| | Ted: Are you saying that the political or socioeconomic changes open up a niche which would favor the investor?
Me: To respond to the question: possibly, but I prefer to consider that the evolution of a species is more broad-based in that it doesn't dictate exactly what niche a species may or may not occupy. Specifically, consider us humans, as the ultimate adapters. We can take just about any environment over by making micro-climates/environments suited to our needs. Whereas our most significant cousins, the great apes, have to focus on one niche to survive, and if that niche's primary environmental factors change they're finished. Where as we humans adapt to survive.
In fact, consider that the most recent extinct level event occurred around 200,000 years ago with the eruption of the hyper-volcano that rests underneat modern Yellowstone National Park. Some say it could have been the 'cause' for our species to evolve to fill the largest set of niches left behind by the extincted species. Others, as I've read, suggest our species survived it, showing us as the ultimate survivors (next to viruses and the cockroach (lol)). All of that is pure conjecture since no one has a TARDIS on hand to go see for us. Either way it bears considering. And the fact we've survived the last Ice Age, and according to some dig sites, we actually advanced technologically in that time frame, it's proof in the pudding, as it were, that we're a tough little nugget of a species. That flexibility to survive is what allows us to go forward, and eventually get better technology. We just last long enough to get to this level of sophistication.
Our economic systems are the side-effect of our aptitude to survive well, but not guiding us to them. We lead ourselves to what we have now by figuring out how to survive beyond the momentary. So, again, our evolution didn't tell us what roads we will take, rather what roads we can, in that our adaptations allow us to think beyond the moment. And to utilize that ability to give us a broader set of niches to fill with the possibility of creating new ones as well. Thus, as a side-effect of our adaptations, we were able to choose our current state of living. Which is far better than how we lived in the past (considering, that technically I own more wealth than most of the European noble-folk did in the Medieval period).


→ **Task goal**: Images should be omitted while the rest of the data is duplicated exactly.

→ **Given data**:
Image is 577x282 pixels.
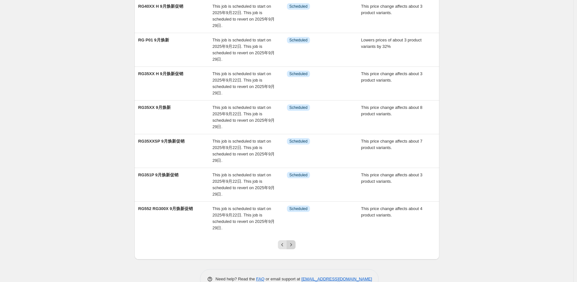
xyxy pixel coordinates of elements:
[301,276,372,281] a: [EMAIL_ADDRESS][DOMAIN_NAME]
[278,240,287,249] button: Previous
[216,276,256,281] span: Need help? Read the
[212,38,275,62] span: This job is scheduled to start on 2025年9月22日. This job is scheduled to revert on 2025年9月29日.
[212,4,275,28] span: This job is scheduled to start on 2025年9月22日. This job is scheduled to revert on 2025年9月29日.
[289,38,308,43] span: Scheduled
[256,276,264,281] a: FAQ
[138,206,193,211] span: RG552 RG300X 9月焕新促销
[138,71,183,76] span: RG35XX H 9月焕新促销
[138,172,178,177] span: RG351P 9月焕新促销
[212,172,275,196] span: This job is scheduled to start on 2025年9月22日. This job is scheduled to revert on 2025年9月29日.
[212,139,275,163] span: This job is scheduled to start on 2025年9月22日. This job is scheduled to revert on 2025年9月29日.
[264,276,301,281] span: or email support at
[138,139,184,143] span: RG35XXSP 9月焕新促销
[289,172,308,177] span: Scheduled
[361,105,422,116] span: This price change affects about 8 product variants.
[361,206,422,217] span: This price change affects about 4 product variants.
[212,71,275,95] span: This job is scheduled to start on 2025年9月22日. This job is scheduled to revert on 2025年9月29日.
[212,206,275,230] span: This job is scheduled to start on 2025年9月22日. This job is scheduled to revert on 2025年9月29日.
[278,240,295,249] nav: Pagination
[289,105,308,110] span: Scheduled
[138,105,171,110] span: RG35XX 9月焕新
[289,206,308,211] span: Scheduled
[212,105,275,129] span: This job is scheduled to start on 2025年9月22日. This job is scheduled to revert on 2025年9月29日.
[361,4,422,15] span: This price change affects about 3 product variants.
[289,139,308,144] span: Scheduled
[289,4,308,9] span: Scheduled
[361,139,422,150] span: This price change affects about 7 product variants.
[138,4,183,9] span: RG40XX H 9月焕新促销
[361,38,422,49] span: Lowers prices of about 3 product variants by 32%
[361,172,422,183] span: This price change affects about 3 product variants.
[289,71,308,76] span: Scheduled
[138,38,169,42] span: RG P01 9月焕新
[286,240,295,249] button: Next
[361,71,422,82] span: This price change affects about 3 product variants.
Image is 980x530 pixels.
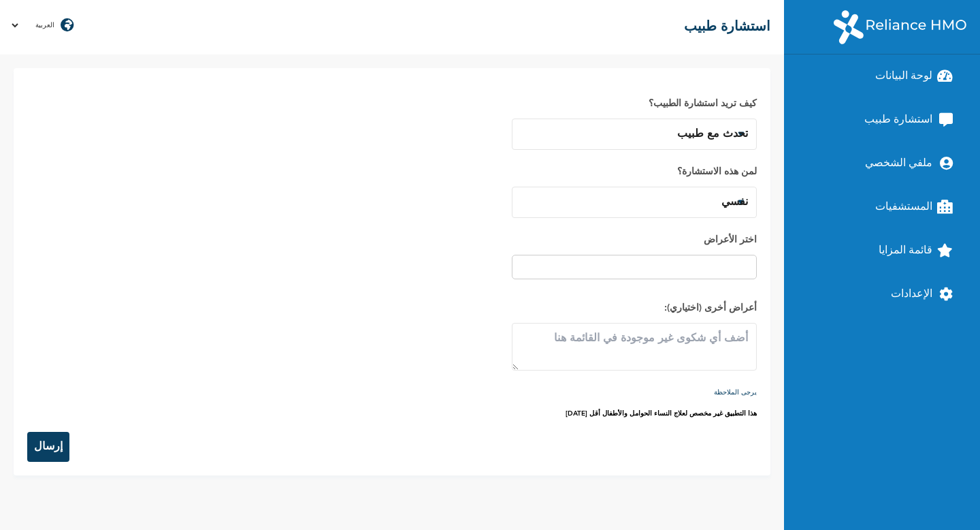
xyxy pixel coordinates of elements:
a: الإعدادات [784,272,980,316]
a: استشارة طبيب [784,98,980,142]
label: اختر الأعراض [512,231,757,248]
a: المستشفيات [784,185,980,229]
h3: يرجى الملاحظة [512,384,757,400]
a: قائمة المزايا [784,229,980,272]
img: RelianceHMO's Logo [834,10,967,44]
a: ملفي الشخصي [784,142,980,185]
button: إرسال [28,432,70,461]
label: لمن هذه الاستشارة؟ [512,163,757,180]
div: هذا التطبيق غير مخصص لعلاج النساء الحوامل والأطفال أقل [DATE] [512,409,757,418]
label: كيف تريد استشارة الطبيب؟ [512,96,757,112]
h2: استشارة طبيب [684,17,771,38]
label: أعراض أخرى (اختياري): [512,299,757,316]
a: لوحة البيانات [784,54,980,98]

→ **Result of the exercise**:
Image is 577x282 pixels.
xyxy pixel coordinates of elements:
[301,276,372,281] a: [EMAIL_ADDRESS][DOMAIN_NAME]
[278,240,287,249] button: Previous
[216,276,256,281] span: Need help? Read the
[212,38,275,62] span: This job is scheduled to start on 2025年9月22日. This job is scheduled to revert on 2025年9月29日.
[212,4,275,28] span: This job is scheduled to start on 2025年9月22日. This job is scheduled to revert on 2025年9月29日.
[289,38,308,43] span: Scheduled
[256,276,264,281] a: FAQ
[138,206,193,211] span: RG552 RG300X 9月焕新促销
[138,71,183,76] span: RG35XX H 9月焕新促销
[138,172,178,177] span: RG351P 9月焕新促销
[212,172,275,196] span: This job is scheduled to start on 2025年9月22日. This job is scheduled to revert on 2025年9月29日.
[212,139,275,163] span: This job is scheduled to start on 2025年9月22日. This job is scheduled to revert on 2025年9月29日.
[264,276,301,281] span: or email support at
[138,139,184,143] span: RG35XXSP 9月焕新促销
[289,172,308,177] span: Scheduled
[361,105,422,116] span: This price change affects about 8 product variants.
[361,206,422,217] span: This price change affects about 4 product variants.
[212,71,275,95] span: This job is scheduled to start on 2025年9月22日. This job is scheduled to revert on 2025年9月29日.
[212,206,275,230] span: This job is scheduled to start on 2025年9月22日. This job is scheduled to revert on 2025年9月29日.
[278,240,295,249] nav: Pagination
[289,105,308,110] span: Scheduled
[138,105,171,110] span: RG35XX 9月焕新
[289,206,308,211] span: Scheduled
[212,105,275,129] span: This job is scheduled to start on 2025年9月22日. This job is scheduled to revert on 2025年9月29日.
[361,4,422,15] span: This price change affects about 3 product variants.
[289,139,308,144] span: Scheduled
[289,4,308,9] span: Scheduled
[361,139,422,150] span: This price change affects about 7 product variants.
[138,4,183,9] span: RG40XX H 9月焕新促销
[361,38,422,49] span: Lowers prices of about 3 product variants by 32%
[361,172,422,183] span: This price change affects about 3 product variants.
[289,71,308,76] span: Scheduled
[138,38,169,42] span: RG P01 9月焕新
[286,240,295,249] button: Next
[361,71,422,82] span: This price change affects about 3 product variants.
Image is 980x530 pixels.
xyxy pixel coordinates of elements:
a: الإعدادات [784,272,980,316]
a: استشارة طبيب [784,98,980,142]
label: اختر الأعراض [512,231,757,248]
a: المستشفيات [784,185,980,229]
h3: يرجى الملاحظة [512,384,757,400]
a: قائمة المزايا [784,229,980,272]
img: RelianceHMO's Logo [834,10,967,44]
a: ملفي الشخصي [784,142,980,185]
button: إرسال [28,432,70,461]
label: لمن هذه الاستشارة؟ [512,163,757,180]
div: هذا التطبيق غير مخصص لعلاج النساء الحوامل والأطفال أقل [DATE] [512,409,757,418]
label: كيف تريد استشارة الطبيب؟ [512,96,757,112]
h2: استشارة طبيب [684,17,771,38]
label: أعراض أخرى (اختياري): [512,299,757,316]
a: لوحة البيانات [784,54,980,98]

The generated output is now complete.